Introduced July 23, 2025 by Samuel Graves · Last progress July 23, 2025
The bill centralizes and expands FEMA’s authority and funding to speed and strengthen disaster response and resilience—benefiting communities and vulnerable people—while creating substantial transition, cost, oversight, privacy, and environmental trade‑offs that depend on adequate funding and careful implementation.
State, local, tribal governments and the public will get substantially more and faster federal recovery funding (large reconstruction grants, minimum federal shares, faster reimbursements and a $500M resilience grant), reducing local fiscal burden after disasters and speeding rebuilding.
All U.S. communities benefit from a standalone, cabinet-level FEMA that centralizes disaster and certain public‑health emergency authorities, which should improve national coordination and speed of life‑saving federal response.
Homeowners, renters and disaster survivors will get clearer, faster access to assistance and appeals (online tracking, required timelines, faster payments and legal-fee coverage for reversed denials), improving speed and transparency of aid delivery.
Federal taxpayers face substantially higher federal spending from large reconstruction grants, expanded reimbursements, pilot programs, and administrative costs tied to new reporting and IT systems.
Shifting authorities and functions from DHS to a standalone FEMA and rewriting statutes creates major transition and coordination risks (transfer costs, fragmented grant authority remaining at DHS, unspecified staffing/funding) that could disrupt response if Congress or agencies fail to resource and execute the change well.
States may face bigger fiscal exposure and legal risks because assuming federal review duties, sole liability for assumed tasks, and stricter mitigation penalties can shift costs and increase litigation and compliance burdens at the state and local level.
Based on analysis of 14 sections of legislative text.
Elevates FEMA to a cabinet-level independent agency, expands and reforms disaster assistance programs, expedites post-disaster permitting, and increases transparency and data reporting.

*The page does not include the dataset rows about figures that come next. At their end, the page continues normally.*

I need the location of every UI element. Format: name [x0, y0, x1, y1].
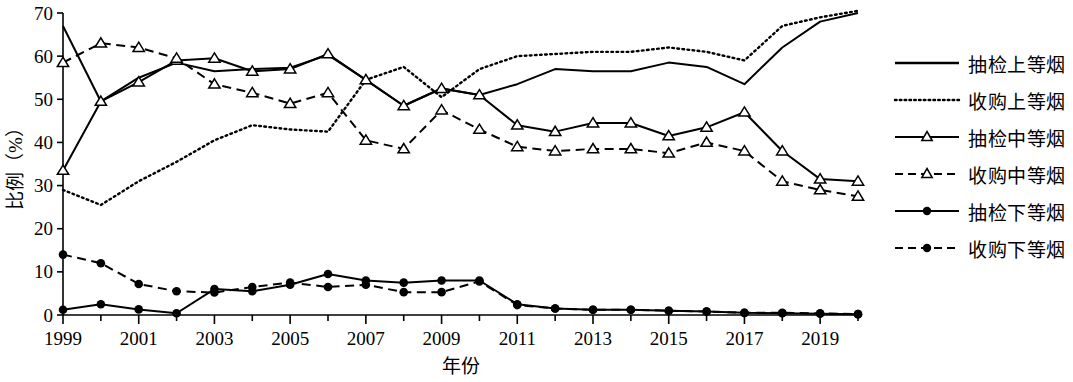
x-tick-label: 2019	[801, 328, 839, 349]
y-tick-label: 10	[34, 261, 53, 282]
legend-item-2: 抽检中等烟	[893, 126, 1073, 148]
data-point-triangle	[95, 96, 106, 105]
data-point-circle	[210, 288, 219, 297]
x-tick-label: 2003	[195, 328, 233, 349]
y-axis-title: 比例（%）	[5, 118, 26, 210]
data-point-triangle	[701, 137, 712, 146]
series-line	[63, 255, 858, 315]
data-point-circle	[513, 301, 522, 310]
data-point-triangle	[512, 141, 523, 150]
data-point-circle	[286, 278, 295, 287]
series-line	[63, 11, 858, 205]
legend-swatch-solid-triangle	[893, 127, 961, 147]
x-tick-label: 2009	[423, 328, 461, 349]
data-point-circle	[324, 283, 333, 292]
x-tick-label: 2015	[650, 328, 688, 349]
data-point-circle	[816, 309, 825, 318]
line-chart: 0102030405060701999200120032005200720092…	[0, 0, 880, 382]
data-point-circle	[248, 283, 257, 292]
y-tick-label: 30	[34, 175, 53, 196]
data-point-circle	[778, 309, 787, 318]
legend-item-0: 抽检上等烟	[893, 52, 1073, 74]
data-point-triangle	[474, 124, 485, 133]
data-point-triangle	[57, 165, 68, 174]
data-point-triangle	[247, 87, 258, 96]
series-2	[57, 49, 863, 186]
x-tick-label: 2005	[271, 328, 309, 349]
series-line	[63, 274, 858, 314]
series-5	[59, 250, 863, 318]
data-point-triangle	[95, 38, 106, 47]
data-point-circle	[740, 309, 749, 318]
data-point-circle	[97, 300, 106, 309]
data-point-circle	[589, 306, 598, 315]
series-1	[63, 11, 858, 205]
legend-item-3: 收购中等烟	[893, 163, 1073, 185]
data-point-circle	[59, 306, 68, 315]
data-point-triangle	[57, 57, 68, 66]
y-tick-label: 20	[34, 218, 53, 239]
data-point-circle	[551, 304, 560, 313]
y-tick-label: 0	[44, 305, 54, 326]
data-point-circle	[854, 310, 863, 319]
legend-label-4: 抽检下等烟	[968, 198, 1066, 225]
data-point-circle	[172, 287, 181, 296]
data-point-triangle	[739, 107, 750, 116]
data-point-circle	[627, 306, 636, 315]
x-tick-label: 2013	[574, 328, 612, 349]
legend-label-1: 收购上等烟	[968, 87, 1066, 114]
data-point-circle	[324, 270, 333, 279]
legend-label-0: 抽检上等烟	[968, 50, 1066, 77]
data-point-triangle	[322, 49, 333, 58]
legend-item-5: 收购下等烟	[893, 237, 1073, 259]
y-tick-label: 70	[34, 3, 53, 24]
legend-item-4: 抽检下等烟	[893, 200, 1073, 222]
data-point-triangle	[777, 176, 788, 185]
y-tick-label: 60	[34, 46, 53, 67]
legend-label-3: 收购中等烟	[968, 161, 1066, 188]
legend-swatch-solid-plain	[893, 53, 961, 73]
data-point-circle	[172, 309, 181, 318]
legend-label-5: 收购下等烟	[968, 235, 1066, 262]
data-point-triangle	[171, 53, 182, 62]
series-line	[63, 54, 858, 181]
chart-svg: 0102030405060701999200120032005200720092…	[0, 0, 880, 382]
x-tick-label: 2011	[499, 328, 536, 349]
data-point-circle	[399, 288, 408, 297]
data-point-circle	[437, 276, 446, 285]
x-tick-label: 2007	[347, 328, 385, 349]
chart-legend: 抽检上等烟 收购上等烟 抽检中等烟 收购中等烟	[893, 52, 1073, 259]
legend-swatch-dashed-triangle	[893, 164, 961, 184]
data-point-circle	[702, 307, 711, 316]
legend-item-1: 收购上等烟	[893, 89, 1073, 111]
legend-swatch-solid-circle	[893, 201, 961, 221]
data-point-triangle	[322, 87, 333, 96]
data-point-circle	[134, 305, 143, 314]
legend-swatch-dashed-circle	[893, 238, 961, 258]
y-tick-label: 50	[34, 89, 53, 110]
legend-swatch-dotted-plain	[893, 90, 961, 110]
legend-label-2: 抽检中等烟	[968, 124, 1066, 151]
series-3	[57, 38, 863, 200]
chart-root: 0102030405060701999200120032005200720092…	[0, 0, 1073, 382]
x-tick-label: 2001	[120, 328, 158, 349]
data-point-circle	[362, 281, 371, 290]
series-line	[63, 43, 858, 196]
x-tick-label: 2017	[725, 328, 763, 349]
data-point-circle	[475, 277, 484, 286]
data-point-circle	[399, 278, 408, 287]
y-tick-label: 40	[34, 132, 53, 153]
x-axis-title: 年份	[442, 356, 480, 377]
data-point-triangle	[209, 79, 220, 88]
data-point-triangle	[436, 105, 447, 114]
data-point-circle	[59, 250, 68, 259]
data-point-circle	[134, 280, 143, 289]
data-point-triangle	[436, 83, 447, 92]
data-point-circle	[664, 306, 673, 315]
data-point-circle	[97, 259, 106, 268]
x-tick-label: 1999	[44, 328, 82, 349]
data-point-circle	[437, 288, 446, 297]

Makes FEMA an independent, cabinet-level agency and reshapes how the federal government prepares for, responds to, and recovers from disasters. It expands and clarifies FEMA authorities and programs—creating new grant authorities, streamlining post-disaster permitting and environmental reviews, requiring more transparent data and dashboards, modernizing assistance application systems, and setting new timelines, auditing, and procurement standards. The bill also updates many federal laws to substitute FEMA for Department of Homeland Security references, establishes a Community Disaster Resilience Grant program with a $500 million authorization for FY2026, expands eligibility and process rules for public and individual assistance (including houses of worship), mandates studies and dashboards on assistance decisions, and requires States and Tribes to prepare preapproved mitigation plans to access increased federal cost shares.